I don’t know when I last wrote about Jeopardy! in this space (probably when a certain evil robot intelligence was making me its obedient Thai houseboy) but here are a couple old-school Trebekian tidbits than I ran across this weekend.
First, I met a video game designer at a party who used to work at a start-up called Interactive Network back in the early ’90s. In 1991, before practically anyone had ever heard of the Internet, these guys worked out an ingenious Cro-Magnon approach to interactive TV. An FM subcarrier in your region would carry a simulcast radio signal synched up to various TV programs. You’d pay a monthly subscription fee for a little console thing that would receive these radio signals and let you play along with the TV you were watching. You could vote in soap opera polls and try to predict plays in sporting events, but most of the action, everyone agreed, would be game shows. Jeopardy!, Wheel, Price Is Right, Family Feud–all became interactive TV games.

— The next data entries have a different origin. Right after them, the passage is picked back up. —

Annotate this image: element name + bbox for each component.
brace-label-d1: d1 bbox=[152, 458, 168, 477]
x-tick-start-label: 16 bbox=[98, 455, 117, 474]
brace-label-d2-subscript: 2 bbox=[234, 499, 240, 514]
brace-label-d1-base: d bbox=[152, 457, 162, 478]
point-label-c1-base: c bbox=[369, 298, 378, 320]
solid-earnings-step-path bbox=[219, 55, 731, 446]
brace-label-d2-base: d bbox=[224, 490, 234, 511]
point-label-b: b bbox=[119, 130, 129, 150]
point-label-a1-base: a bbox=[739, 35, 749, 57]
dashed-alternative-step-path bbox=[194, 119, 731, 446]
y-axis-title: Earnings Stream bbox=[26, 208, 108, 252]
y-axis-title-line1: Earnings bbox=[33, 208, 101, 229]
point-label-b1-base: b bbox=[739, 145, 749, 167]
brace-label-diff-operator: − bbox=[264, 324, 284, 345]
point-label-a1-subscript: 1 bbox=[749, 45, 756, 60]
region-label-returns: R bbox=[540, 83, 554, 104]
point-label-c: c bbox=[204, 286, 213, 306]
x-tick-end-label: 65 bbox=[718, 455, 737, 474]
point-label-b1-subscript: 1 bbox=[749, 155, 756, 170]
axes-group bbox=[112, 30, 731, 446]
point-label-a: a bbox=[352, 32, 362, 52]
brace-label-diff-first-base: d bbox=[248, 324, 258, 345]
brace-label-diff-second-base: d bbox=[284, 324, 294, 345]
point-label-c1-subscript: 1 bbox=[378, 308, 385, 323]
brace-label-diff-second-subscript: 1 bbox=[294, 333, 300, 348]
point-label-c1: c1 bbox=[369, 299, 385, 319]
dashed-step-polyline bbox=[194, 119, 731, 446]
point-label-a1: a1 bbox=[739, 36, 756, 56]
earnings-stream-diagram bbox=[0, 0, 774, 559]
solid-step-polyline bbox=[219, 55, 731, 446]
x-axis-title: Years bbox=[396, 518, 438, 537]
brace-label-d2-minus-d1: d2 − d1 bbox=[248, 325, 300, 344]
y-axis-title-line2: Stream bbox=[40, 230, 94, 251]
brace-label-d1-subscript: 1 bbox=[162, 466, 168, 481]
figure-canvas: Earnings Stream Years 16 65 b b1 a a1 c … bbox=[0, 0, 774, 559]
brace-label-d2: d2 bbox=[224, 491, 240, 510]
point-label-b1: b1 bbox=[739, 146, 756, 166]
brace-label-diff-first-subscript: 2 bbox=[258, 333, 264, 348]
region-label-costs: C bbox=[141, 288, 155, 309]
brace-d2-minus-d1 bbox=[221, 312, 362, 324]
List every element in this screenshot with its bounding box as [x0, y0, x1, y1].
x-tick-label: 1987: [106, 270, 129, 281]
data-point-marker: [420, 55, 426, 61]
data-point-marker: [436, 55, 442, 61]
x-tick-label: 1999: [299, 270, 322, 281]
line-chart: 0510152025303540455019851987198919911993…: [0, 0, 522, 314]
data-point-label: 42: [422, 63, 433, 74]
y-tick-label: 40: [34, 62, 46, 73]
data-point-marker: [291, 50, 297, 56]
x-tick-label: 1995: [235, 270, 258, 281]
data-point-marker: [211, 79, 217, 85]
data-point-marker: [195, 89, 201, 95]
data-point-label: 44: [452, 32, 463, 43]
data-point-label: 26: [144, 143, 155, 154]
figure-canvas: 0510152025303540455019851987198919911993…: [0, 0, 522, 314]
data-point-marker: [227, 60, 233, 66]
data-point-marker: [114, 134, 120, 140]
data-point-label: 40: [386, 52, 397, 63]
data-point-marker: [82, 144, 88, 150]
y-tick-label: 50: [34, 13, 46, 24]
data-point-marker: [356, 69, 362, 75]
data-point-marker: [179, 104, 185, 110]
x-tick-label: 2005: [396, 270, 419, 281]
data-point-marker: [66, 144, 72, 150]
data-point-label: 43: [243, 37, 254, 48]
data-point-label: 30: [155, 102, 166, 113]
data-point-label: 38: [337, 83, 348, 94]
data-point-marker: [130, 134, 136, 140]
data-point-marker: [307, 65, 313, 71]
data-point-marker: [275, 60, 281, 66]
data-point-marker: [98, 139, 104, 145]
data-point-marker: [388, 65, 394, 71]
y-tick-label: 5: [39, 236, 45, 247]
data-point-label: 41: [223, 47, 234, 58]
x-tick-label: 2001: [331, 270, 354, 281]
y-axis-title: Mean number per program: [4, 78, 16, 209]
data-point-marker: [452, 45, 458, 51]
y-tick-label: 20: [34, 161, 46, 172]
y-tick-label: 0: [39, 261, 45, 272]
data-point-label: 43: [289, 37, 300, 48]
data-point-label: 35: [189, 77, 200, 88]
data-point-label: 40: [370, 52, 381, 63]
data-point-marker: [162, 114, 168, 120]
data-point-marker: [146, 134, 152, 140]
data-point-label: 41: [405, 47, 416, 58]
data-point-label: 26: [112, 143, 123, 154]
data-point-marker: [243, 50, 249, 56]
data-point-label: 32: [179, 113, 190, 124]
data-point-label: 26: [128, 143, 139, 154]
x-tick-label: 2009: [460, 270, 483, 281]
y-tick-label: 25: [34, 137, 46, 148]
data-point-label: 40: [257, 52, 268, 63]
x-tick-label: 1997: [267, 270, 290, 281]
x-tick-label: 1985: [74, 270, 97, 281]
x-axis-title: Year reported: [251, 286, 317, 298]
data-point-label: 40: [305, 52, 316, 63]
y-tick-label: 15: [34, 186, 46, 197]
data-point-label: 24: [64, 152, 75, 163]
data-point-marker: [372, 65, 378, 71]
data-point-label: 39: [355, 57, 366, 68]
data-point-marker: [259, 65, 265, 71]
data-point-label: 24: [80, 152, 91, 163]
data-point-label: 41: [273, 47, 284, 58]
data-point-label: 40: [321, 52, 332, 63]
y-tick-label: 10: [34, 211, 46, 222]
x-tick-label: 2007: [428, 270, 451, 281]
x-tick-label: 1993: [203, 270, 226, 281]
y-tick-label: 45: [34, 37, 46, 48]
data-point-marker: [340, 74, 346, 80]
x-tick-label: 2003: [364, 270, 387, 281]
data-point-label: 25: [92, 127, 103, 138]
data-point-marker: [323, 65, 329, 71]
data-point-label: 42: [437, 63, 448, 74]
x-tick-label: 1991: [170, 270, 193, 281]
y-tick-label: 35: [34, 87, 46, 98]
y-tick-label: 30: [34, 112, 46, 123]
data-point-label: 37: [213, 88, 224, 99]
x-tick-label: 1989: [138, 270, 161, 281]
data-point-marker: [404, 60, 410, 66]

This guy’s job was cool: he was in charge of putting together the FM simulcast. He’d get the quiz show tapes a week early from KingWorld or whoever, transcribe 61 Jeopardy! clues, add three wrong responses to each clue (the console game was multiple-choice), and write sixteen new questions that could be broadcast during commercial breaks for home players to win prizes. Every day! That’s back-breaking work. “The wrong answers were the hard part,” he told me. “Lots of those questions don’t even have three possible wrong answers. We would all just groan when the category was, like, Rhyme Time, or 14-Letter Words or something like that.”
A series of test markets proved that the technology worked fine, but the company never made a go of it. The business model was wrong, my acquaintance said: nobody was willing to pay the monthly fee, so the subscriber base was always tiny. Still, this story blew my mind. People playing along with TV shows, 21st-century-style, in 1991? I would have killed for this thing when I was watching Jeopardy! in high school.
Second: Ed Toutant pointed me to an odd 1996 Jeopardy! occurrence: an IBM engineer contestant from Austin, Texas who appears to have lost because he gave the only correct answer to Final Jeopardy!…and yet was never brought back on the show for a do-over. I can’t remember ever seeing this big of a boner on Jeopardy! (INSERT JOKE HERE) so bringing Peter Nielsen back would seem to be a no-brainer, but it appears he never returned, and in fact passed away in 2005.
I’m not as worked up about this as Ed seemed to be (the story involves Austin, heroic IBM engineers, and denouncing faulty quiz show questions, a perfect storm of Toutant hot buttons) but it’s still puzzling to me. How did the show’s writers get the answer that wrong, for one thing? Were they looking at Cold War-era numbers? Did they not realize the Caspian “Sea” is a lake? And did Nielsen really not go home, pull out his atlas, and realize that he’d been jobbed? RIP Peter Nielsen.